Assigned task: Copy the records exactly. Every line must match.

==========

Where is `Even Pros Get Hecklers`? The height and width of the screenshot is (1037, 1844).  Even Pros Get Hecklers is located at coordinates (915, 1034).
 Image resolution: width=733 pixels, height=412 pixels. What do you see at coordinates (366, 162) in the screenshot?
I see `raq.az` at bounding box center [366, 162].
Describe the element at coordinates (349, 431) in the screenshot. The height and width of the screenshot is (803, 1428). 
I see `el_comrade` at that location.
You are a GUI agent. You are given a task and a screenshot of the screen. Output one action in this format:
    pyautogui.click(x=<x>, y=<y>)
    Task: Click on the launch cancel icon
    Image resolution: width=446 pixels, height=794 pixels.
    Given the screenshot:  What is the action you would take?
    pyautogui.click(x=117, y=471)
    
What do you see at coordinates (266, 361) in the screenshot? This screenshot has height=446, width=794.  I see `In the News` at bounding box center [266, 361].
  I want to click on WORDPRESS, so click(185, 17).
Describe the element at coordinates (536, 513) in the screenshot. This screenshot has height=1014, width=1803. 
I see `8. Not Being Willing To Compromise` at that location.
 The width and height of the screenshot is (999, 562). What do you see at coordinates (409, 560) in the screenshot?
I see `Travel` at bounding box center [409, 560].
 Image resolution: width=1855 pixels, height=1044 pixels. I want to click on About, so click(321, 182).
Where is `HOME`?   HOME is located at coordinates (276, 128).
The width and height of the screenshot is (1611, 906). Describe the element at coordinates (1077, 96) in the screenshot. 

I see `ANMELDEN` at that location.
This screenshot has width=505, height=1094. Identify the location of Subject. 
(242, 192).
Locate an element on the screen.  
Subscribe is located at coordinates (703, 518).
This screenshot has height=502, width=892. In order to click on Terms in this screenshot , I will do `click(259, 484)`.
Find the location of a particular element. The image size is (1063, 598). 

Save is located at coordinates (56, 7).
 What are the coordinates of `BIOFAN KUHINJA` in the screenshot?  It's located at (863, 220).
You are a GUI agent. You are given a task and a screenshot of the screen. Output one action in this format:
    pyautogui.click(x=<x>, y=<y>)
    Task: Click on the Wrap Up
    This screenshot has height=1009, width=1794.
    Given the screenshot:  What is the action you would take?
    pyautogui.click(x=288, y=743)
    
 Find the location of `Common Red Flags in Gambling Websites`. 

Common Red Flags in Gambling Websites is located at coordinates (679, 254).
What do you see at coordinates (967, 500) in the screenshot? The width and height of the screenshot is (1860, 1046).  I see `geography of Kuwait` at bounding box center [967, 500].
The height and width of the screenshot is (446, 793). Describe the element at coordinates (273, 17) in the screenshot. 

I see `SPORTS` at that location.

==========

Task answer:
Where is `Even Pros Get Hecklers`? The height and width of the screenshot is (1037, 1844).  Even Pros Get Hecklers is located at coordinates (915, 1034).
 Image resolution: width=733 pixels, height=412 pixels. What do you see at coordinates (366, 162) in the screenshot?
I see `raq.az` at bounding box center [366, 162].
Describe the element at coordinates (349, 431) in the screenshot. The height and width of the screenshot is (803, 1428). 
I see `el_comrade` at that location.
You are a GUI agent. You are given a task and a screenshot of the screen. Output one action in this format:
    pyautogui.click(x=<x>, y=<y>)
    Task: Click on the launch cancel icon
    Image resolution: width=446 pixels, height=794 pixels.
    Given the screenshot:  What is the action you would take?
    pyautogui.click(x=117, y=471)
    
What do you see at coordinates (266, 361) in the screenshot? This screenshot has height=446, width=794.  I see `In the News` at bounding box center [266, 361].
  I want to click on WORDPRESS, so click(185, 17).
Describe the element at coordinates (536, 513) in the screenshot. This screenshot has height=1014, width=1803. 
I see `8. Not Being Willing To Compromise` at that location.
 The width and height of the screenshot is (999, 562). What do you see at coordinates (409, 560) in the screenshot?
I see `Travel` at bounding box center [409, 560].
 Image resolution: width=1855 pixels, height=1044 pixels. I want to click on About, so click(321, 182).
Where is `HOME`?   HOME is located at coordinates (276, 128).
The width and height of the screenshot is (1611, 906). Describe the element at coordinates (1077, 96) in the screenshot. 

I see `ANMELDEN` at that location.
This screenshot has width=505, height=1094. Identify the location of Subject. 
(242, 192).
Locate an element on the screen.  
Subscribe is located at coordinates (703, 518).
This screenshot has height=502, width=892. In order to click on Terms in this screenshot , I will do `click(259, 484)`.
Find the location of a particular element. The image size is (1063, 598). 

Save is located at coordinates (56, 7).
 What are the coordinates of `BIOFAN KUHINJA` in the screenshot?  It's located at (863, 220).
You are a GUI agent. You are given a task and a screenshot of the screen. Output one action in this format:
    pyautogui.click(x=<x>, y=<y>)
    Task: Click on the Wrap Up
    This screenshot has height=1009, width=1794.
    Given the screenshot:  What is the action you would take?
    pyautogui.click(x=288, y=743)
    
 Find the location of `Common Red Flags in Gambling Websites`. 

Common Red Flags in Gambling Websites is located at coordinates (679, 254).
What do you see at coordinates (967, 500) in the screenshot? The width and height of the screenshot is (1860, 1046).  I see `geography of Kuwait` at bounding box center [967, 500].
The height and width of the screenshot is (446, 793). Describe the element at coordinates (273, 17) in the screenshot. 

I see `SPORTS` at that location.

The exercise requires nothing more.